Recorded data Start Marker
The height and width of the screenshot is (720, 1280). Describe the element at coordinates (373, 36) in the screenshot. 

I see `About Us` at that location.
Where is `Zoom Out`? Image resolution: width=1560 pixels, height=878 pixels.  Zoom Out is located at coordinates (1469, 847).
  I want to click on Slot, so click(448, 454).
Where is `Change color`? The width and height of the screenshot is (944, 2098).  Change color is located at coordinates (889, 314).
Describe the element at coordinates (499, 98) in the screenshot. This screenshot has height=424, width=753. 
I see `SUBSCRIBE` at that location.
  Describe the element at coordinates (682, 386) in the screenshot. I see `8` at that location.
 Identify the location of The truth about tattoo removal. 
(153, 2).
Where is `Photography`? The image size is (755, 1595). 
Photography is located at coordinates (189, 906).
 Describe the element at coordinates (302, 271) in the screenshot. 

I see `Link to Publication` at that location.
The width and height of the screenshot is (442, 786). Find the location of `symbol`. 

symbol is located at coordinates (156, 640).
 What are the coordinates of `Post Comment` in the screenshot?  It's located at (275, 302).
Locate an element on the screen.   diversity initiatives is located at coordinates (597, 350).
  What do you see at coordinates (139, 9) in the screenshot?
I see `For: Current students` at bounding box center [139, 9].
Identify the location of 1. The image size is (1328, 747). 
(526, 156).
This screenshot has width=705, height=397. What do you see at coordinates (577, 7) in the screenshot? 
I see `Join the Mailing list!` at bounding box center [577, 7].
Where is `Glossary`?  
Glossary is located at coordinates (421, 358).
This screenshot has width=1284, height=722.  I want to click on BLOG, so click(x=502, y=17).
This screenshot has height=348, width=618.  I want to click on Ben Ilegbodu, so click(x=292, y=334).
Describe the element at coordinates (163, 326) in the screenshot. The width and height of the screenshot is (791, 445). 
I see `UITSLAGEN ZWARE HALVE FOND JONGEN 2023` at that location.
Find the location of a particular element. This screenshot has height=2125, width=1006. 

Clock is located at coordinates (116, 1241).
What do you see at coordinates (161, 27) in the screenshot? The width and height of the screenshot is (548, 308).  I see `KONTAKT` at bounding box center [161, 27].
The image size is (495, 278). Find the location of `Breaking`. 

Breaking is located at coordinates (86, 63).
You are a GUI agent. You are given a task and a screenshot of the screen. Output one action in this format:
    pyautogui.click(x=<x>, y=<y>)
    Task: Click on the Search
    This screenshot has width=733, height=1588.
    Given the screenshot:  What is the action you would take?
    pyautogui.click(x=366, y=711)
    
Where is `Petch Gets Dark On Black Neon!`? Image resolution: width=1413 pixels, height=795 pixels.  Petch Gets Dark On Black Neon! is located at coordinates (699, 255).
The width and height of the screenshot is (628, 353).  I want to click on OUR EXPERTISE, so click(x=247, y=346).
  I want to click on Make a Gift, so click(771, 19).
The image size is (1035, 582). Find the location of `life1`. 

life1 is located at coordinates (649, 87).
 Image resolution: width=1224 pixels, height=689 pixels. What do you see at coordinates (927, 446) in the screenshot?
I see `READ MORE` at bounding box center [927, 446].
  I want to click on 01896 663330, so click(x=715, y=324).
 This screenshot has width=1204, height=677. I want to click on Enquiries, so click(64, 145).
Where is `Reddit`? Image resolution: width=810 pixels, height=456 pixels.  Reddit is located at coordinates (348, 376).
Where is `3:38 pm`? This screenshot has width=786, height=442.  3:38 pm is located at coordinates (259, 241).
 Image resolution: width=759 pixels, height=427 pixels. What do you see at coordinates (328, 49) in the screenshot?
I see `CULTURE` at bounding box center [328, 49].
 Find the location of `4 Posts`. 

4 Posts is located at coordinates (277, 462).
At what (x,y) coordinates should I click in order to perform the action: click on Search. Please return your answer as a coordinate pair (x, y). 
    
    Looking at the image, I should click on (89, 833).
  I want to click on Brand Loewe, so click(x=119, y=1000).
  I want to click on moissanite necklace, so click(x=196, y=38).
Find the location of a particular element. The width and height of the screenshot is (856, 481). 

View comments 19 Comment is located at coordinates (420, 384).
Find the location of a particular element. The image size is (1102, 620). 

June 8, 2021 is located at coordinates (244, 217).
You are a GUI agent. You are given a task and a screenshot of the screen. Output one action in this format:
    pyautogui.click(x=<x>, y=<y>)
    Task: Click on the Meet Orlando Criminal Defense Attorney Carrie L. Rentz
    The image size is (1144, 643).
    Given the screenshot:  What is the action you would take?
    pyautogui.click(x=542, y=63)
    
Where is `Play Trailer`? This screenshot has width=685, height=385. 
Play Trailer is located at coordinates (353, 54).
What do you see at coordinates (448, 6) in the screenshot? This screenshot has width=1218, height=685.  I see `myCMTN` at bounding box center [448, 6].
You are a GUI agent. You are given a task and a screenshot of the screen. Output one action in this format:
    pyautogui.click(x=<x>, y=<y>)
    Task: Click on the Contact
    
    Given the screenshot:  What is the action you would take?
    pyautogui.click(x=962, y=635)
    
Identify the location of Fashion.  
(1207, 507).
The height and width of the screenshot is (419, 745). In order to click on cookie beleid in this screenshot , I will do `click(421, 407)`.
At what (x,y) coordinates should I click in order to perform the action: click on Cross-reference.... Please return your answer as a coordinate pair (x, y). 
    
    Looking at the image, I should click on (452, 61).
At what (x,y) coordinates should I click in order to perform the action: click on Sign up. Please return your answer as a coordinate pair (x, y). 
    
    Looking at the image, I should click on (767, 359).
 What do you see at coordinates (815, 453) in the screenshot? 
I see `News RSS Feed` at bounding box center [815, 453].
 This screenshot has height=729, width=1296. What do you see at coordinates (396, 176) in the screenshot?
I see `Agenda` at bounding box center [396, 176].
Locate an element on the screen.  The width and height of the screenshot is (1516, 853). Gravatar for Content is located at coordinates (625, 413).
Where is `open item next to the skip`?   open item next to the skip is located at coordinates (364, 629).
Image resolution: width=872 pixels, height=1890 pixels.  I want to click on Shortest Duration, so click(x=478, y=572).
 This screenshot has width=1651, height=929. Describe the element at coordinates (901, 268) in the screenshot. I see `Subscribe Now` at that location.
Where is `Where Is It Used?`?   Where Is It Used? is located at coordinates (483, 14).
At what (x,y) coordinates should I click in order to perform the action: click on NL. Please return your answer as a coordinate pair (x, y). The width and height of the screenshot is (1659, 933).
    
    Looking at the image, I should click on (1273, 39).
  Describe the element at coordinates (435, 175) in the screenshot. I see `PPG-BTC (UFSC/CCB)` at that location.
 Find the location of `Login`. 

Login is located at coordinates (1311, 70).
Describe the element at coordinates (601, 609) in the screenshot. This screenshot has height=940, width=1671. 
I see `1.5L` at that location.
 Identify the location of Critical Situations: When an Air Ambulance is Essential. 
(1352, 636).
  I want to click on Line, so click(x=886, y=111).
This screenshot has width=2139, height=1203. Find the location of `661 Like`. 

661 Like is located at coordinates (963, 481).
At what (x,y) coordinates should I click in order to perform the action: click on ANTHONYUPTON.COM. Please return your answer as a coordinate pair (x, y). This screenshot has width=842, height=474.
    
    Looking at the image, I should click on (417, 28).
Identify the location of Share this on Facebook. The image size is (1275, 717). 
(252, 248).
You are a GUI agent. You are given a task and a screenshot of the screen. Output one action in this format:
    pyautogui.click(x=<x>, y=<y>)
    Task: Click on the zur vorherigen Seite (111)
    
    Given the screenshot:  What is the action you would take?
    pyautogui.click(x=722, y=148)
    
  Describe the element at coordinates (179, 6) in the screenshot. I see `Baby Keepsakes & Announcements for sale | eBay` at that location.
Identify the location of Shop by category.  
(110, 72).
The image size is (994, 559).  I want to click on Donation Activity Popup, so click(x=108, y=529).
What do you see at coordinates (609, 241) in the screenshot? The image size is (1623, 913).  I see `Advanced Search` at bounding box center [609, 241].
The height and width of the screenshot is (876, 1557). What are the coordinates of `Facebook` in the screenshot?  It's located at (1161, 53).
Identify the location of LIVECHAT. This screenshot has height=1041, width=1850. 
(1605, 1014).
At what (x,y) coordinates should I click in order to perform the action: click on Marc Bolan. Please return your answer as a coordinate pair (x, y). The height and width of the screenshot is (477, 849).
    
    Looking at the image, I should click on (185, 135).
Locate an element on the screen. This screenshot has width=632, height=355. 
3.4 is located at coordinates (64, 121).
Recorded data End Marker
**Exercise instructions**
Retype the portion of the data above that starts on the line with "is (1659, 933)." and finishes on the line with "What do you see at coordinates (609, 241)", including both of those lines.

**Your solution**
At what (x,y) coordinates should I click in order to perform the action: click on NL. Please return your answer as a coordinate pair (x, y). The width and height of the screenshot is (1659, 933).
    
    Looking at the image, I should click on (1273, 39).
  Describe the element at coordinates (435, 175) in the screenshot. I see `PPG-BTC (UFSC/CCB)` at that location.
 Find the location of `Login`. 

Login is located at coordinates (1311, 70).
Describe the element at coordinates (601, 609) in the screenshot. This screenshot has height=940, width=1671. 
I see `1.5L` at that location.
 Identify the location of Critical Situations: When an Air Ambulance is Essential. 
(1352, 636).
  I want to click on Line, so click(x=886, y=111).
This screenshot has width=2139, height=1203. Find the location of `661 Like`. 

661 Like is located at coordinates (963, 481).
At what (x,y) coordinates should I click in order to perform the action: click on ANTHONYUPTON.COM. Please return your answer as a coordinate pair (x, y). This screenshot has width=842, height=474.
    
    Looking at the image, I should click on (417, 28).
Identify the location of Share this on Facebook. The image size is (1275, 717). 
(252, 248).
You are a GUI agent. You are given a task and a screenshot of the screen. Output one action in this format:
    pyautogui.click(x=<x>, y=<y>)
    Task: Click on the zur vorherigen Seite (111)
    
    Given the screenshot:  What is the action you would take?
    pyautogui.click(x=722, y=148)
    
  Describe the element at coordinates (179, 6) in the screenshot. I see `Baby Keepsakes & Announcements for sale | eBay` at that location.
Identify the location of Shop by category.  
(110, 72).
The image size is (994, 559).  I want to click on Donation Activity Popup, so click(x=108, y=529).
What do you see at coordinates (609, 241) in the screenshot? The image size is (1623, 913).  I see `Advanced Search` at bounding box center [609, 241].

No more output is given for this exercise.